Hacker News new | ask | show | jobs
by dist-epoch 716 days ago
My understanding is the general consensus is that no physical infinity can exist.

So Axiom of Choice/Banach-Tarski doesn't really apply in physics since they are only interesting when talking about infinite sets.

3 comments

As far as we can tell, GR implies, and we have measured, space-time is completely continuous. Draw a square on a piece of paper; or, better yet, outline a cube with some sticks: within that square (or cube) is an infinite set of points of either the integral or real cardinality — whichever you’d like.

The “no physical infinity” thing sounds like a very Greek sort of axiom — like their “nature abhors a vacuum” thing, etc.

To my mind GR (or at least the standard textbook version of it, anyway) _assumes_ that space-time is continuous, it does not _imply_ it as such.

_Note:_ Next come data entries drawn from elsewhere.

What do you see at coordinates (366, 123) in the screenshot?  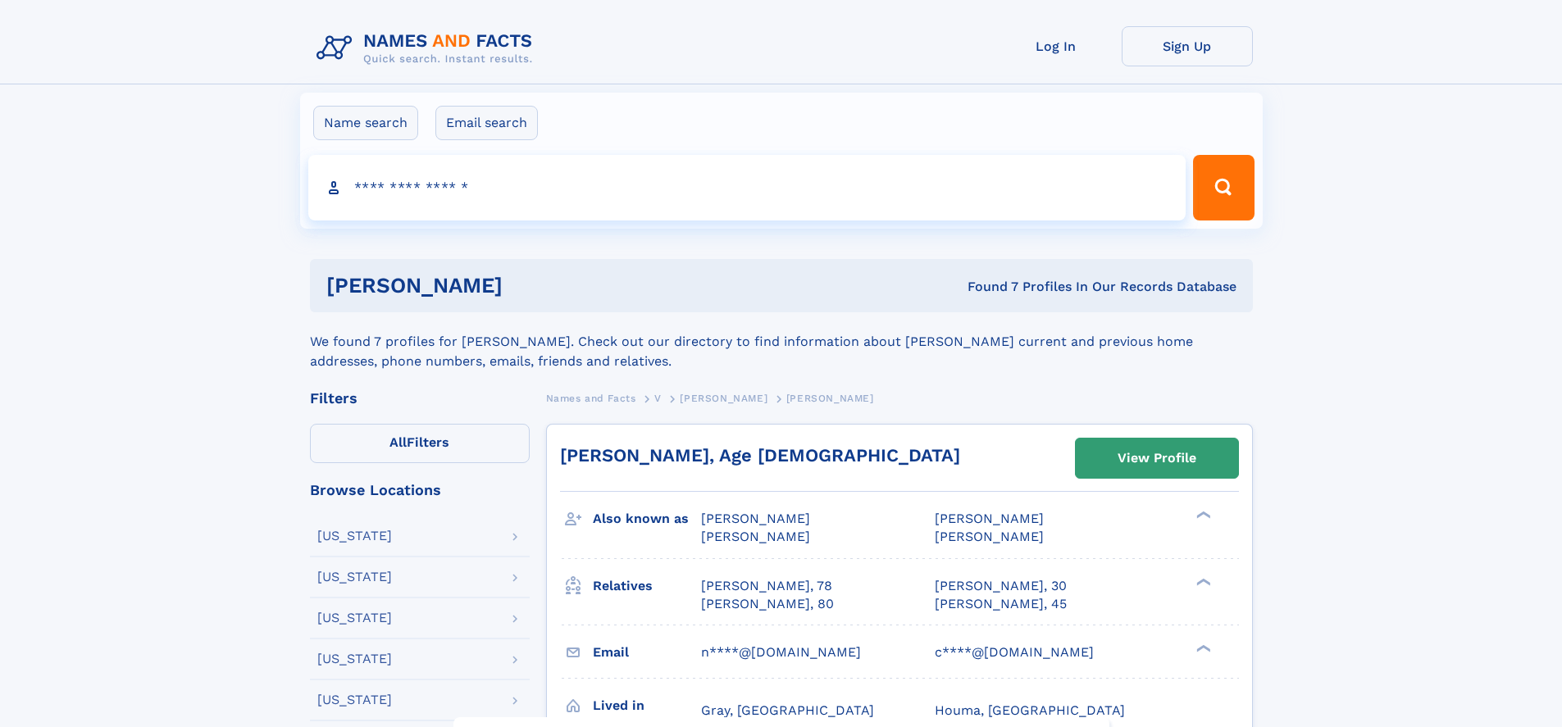 I see `label: Name search` at bounding box center [366, 123].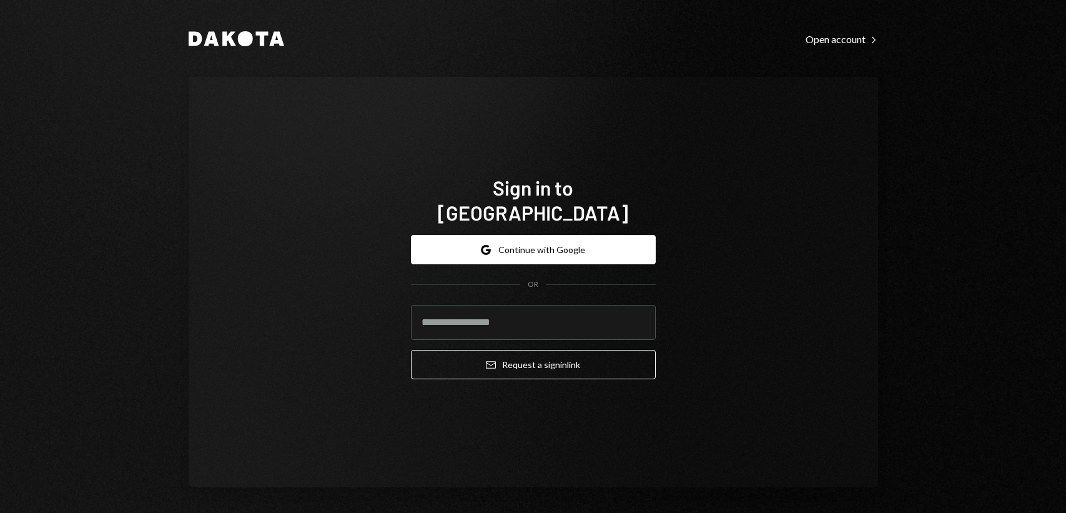 The image size is (1066, 513). I want to click on button: Continue with Google, so click(533, 249).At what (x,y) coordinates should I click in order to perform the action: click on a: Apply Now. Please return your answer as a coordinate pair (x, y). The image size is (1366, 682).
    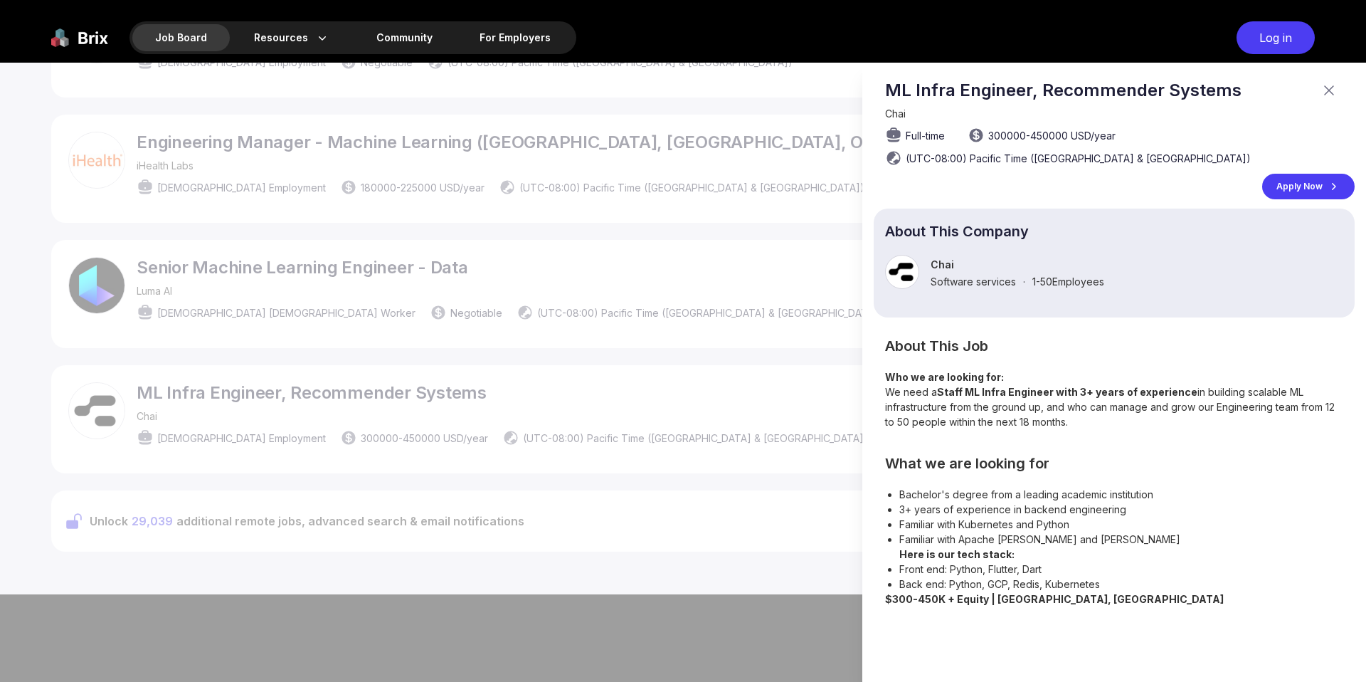
    Looking at the image, I should click on (1309, 186).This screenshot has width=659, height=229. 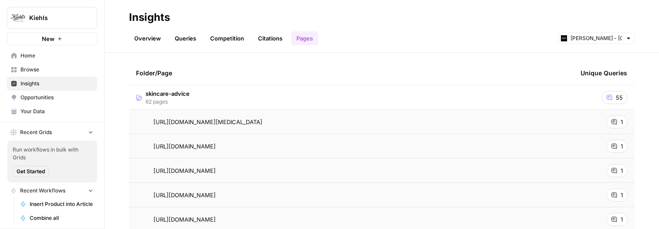 What do you see at coordinates (167, 94) in the screenshot?
I see `span: skincare-advice` at bounding box center [167, 94].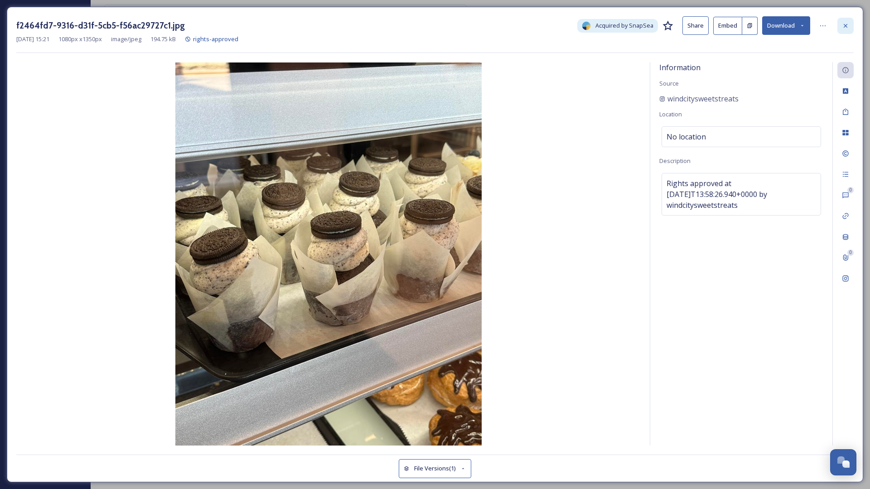 The height and width of the screenshot is (489, 870). Describe the element at coordinates (843, 462) in the screenshot. I see `button: Open Chat` at that location.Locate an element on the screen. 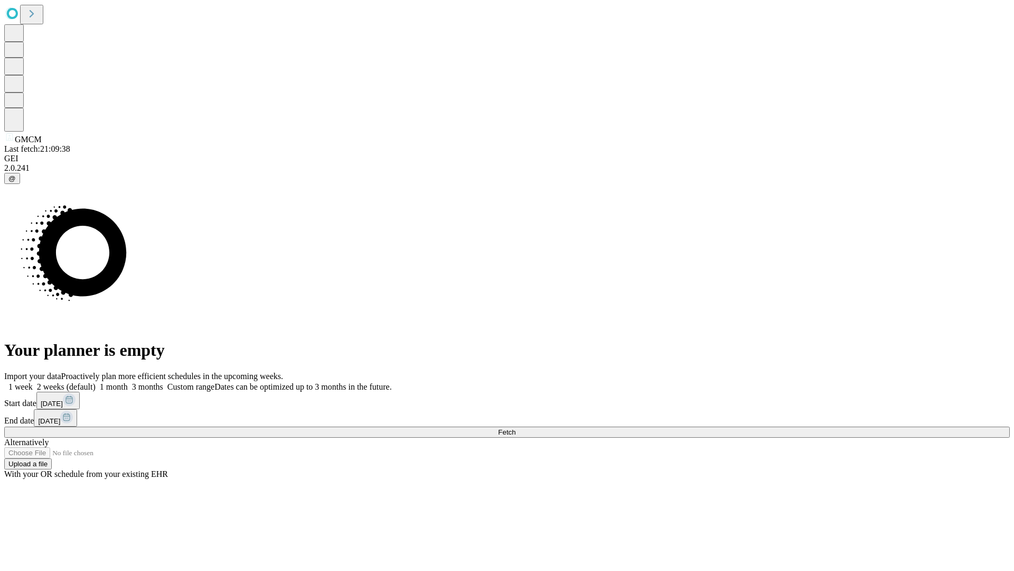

Continuity is baked into the foundations of any physical theory that is expressed in the language of differential equations.

You probably know this, but it's easy to confuse the map (a physical theory) with the territory (reality, which is far more complicated).

We have stuff like the Plank length.

And most physicists assume space and time are quantized, we just don't know how.

No, physicists do not think that space is like a tinily subdivided grid. Lots of physics would break if that were the case, including QM.

We have a lot of hints that the amount of information in any given space might be bounded, but yet that space appears continuous. How exactly you reconcile this is (one of) the mystery of quantum gravity.

Is there a good write-up somewhere of the problems with discretization of space for physics?

Interestingly, some great mathematicians (including Grothendieck) thought that modelling space as continuum was an approximation and not the reality.

Well, in principle, the Universe can be infinite.

Sure, we cannot measure infinity, but to be fair, all mathematical concepts (when looked at closely enough) are not something we measure directly.

Even if a kindergarten-level maths of "there are three apples," we do an abstraction. We need to decide that something is a separate object, an apple (how big or small should a fruit be an apple? if there is a bite, is it an apple? etc, etc) - usually with an assumption that all apples are the same (which we know is not true, but serves as an useful approximation). pretend that

In what sense could it exsist then, if infinity is not physically realizable? Does infinity even exist?
> David Hilbert famously argued that infinity cannot exist in physical reality. The consequence of this statement — still under debate today — has far-reaching implications.